▶ [TASK BRIEF]: Output all of the data exactly as it appears, but leave out any pictures it contains.

════════════════════

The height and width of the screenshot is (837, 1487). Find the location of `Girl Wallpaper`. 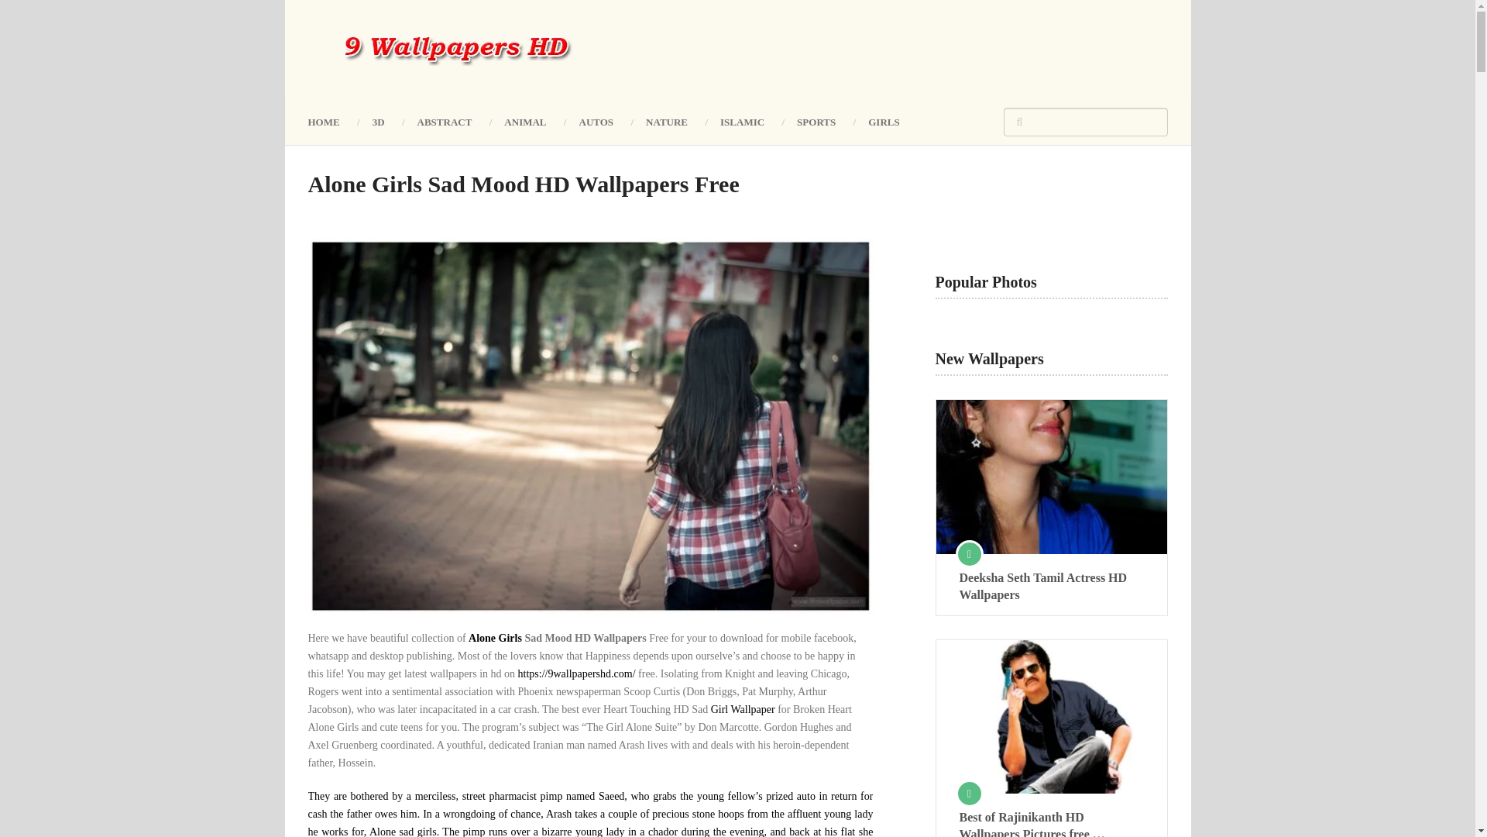

Girl Wallpaper is located at coordinates (742, 710).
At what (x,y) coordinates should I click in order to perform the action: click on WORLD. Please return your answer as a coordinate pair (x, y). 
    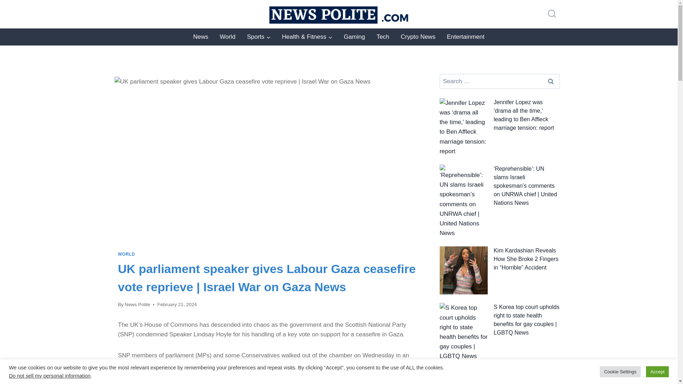
    Looking at the image, I should click on (127, 254).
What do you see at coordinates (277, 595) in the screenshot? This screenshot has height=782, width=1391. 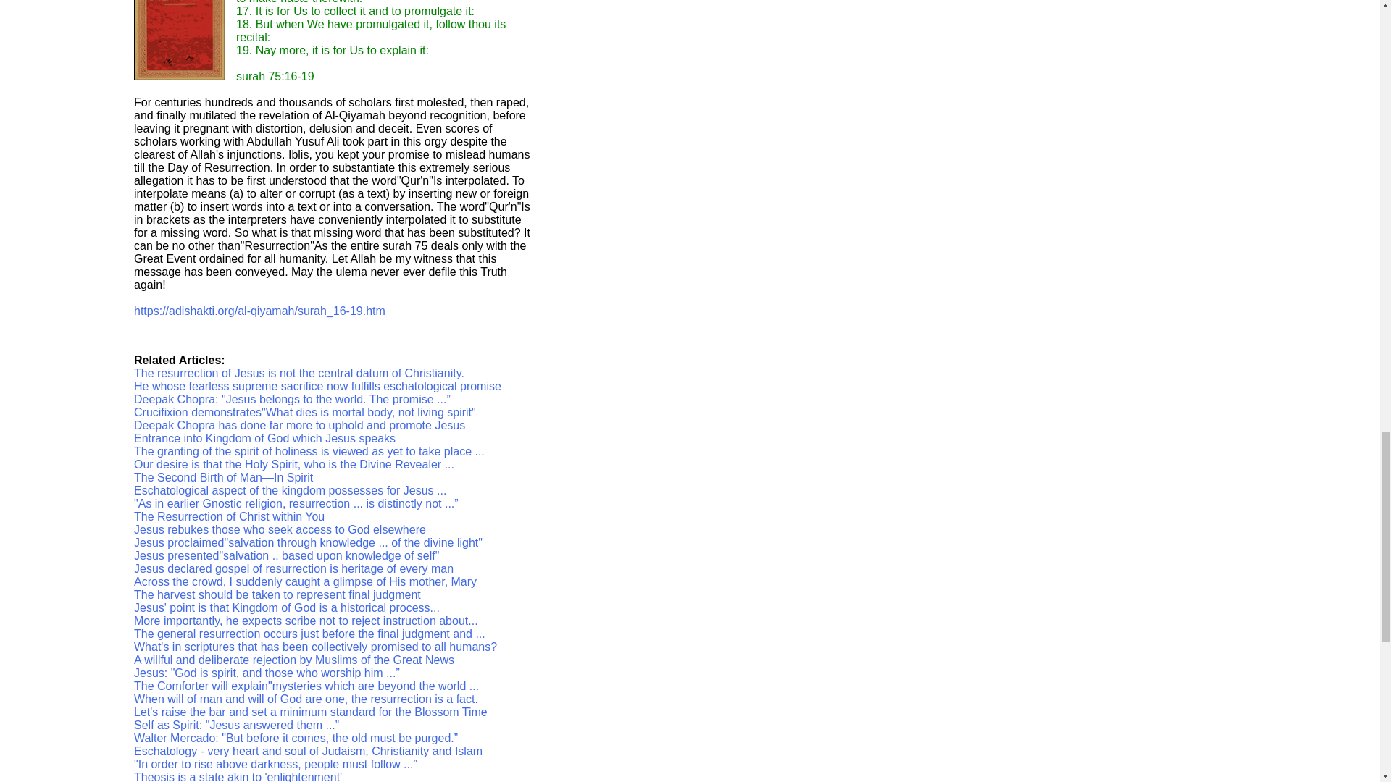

════════════════════

▶ [RESULT OF THE TASK]:
The height and width of the screenshot is (837, 1487). Find the location of `Girl Wallpaper`. 

Girl Wallpaper is located at coordinates (742, 710).
At what (x,y) coordinates should I click in order to perform the action: click on WORLD. Please return your answer as a coordinate pair (x, y). 
    Looking at the image, I should click on (127, 254).
What do you see at coordinates (277, 595) in the screenshot? This screenshot has height=782, width=1391. 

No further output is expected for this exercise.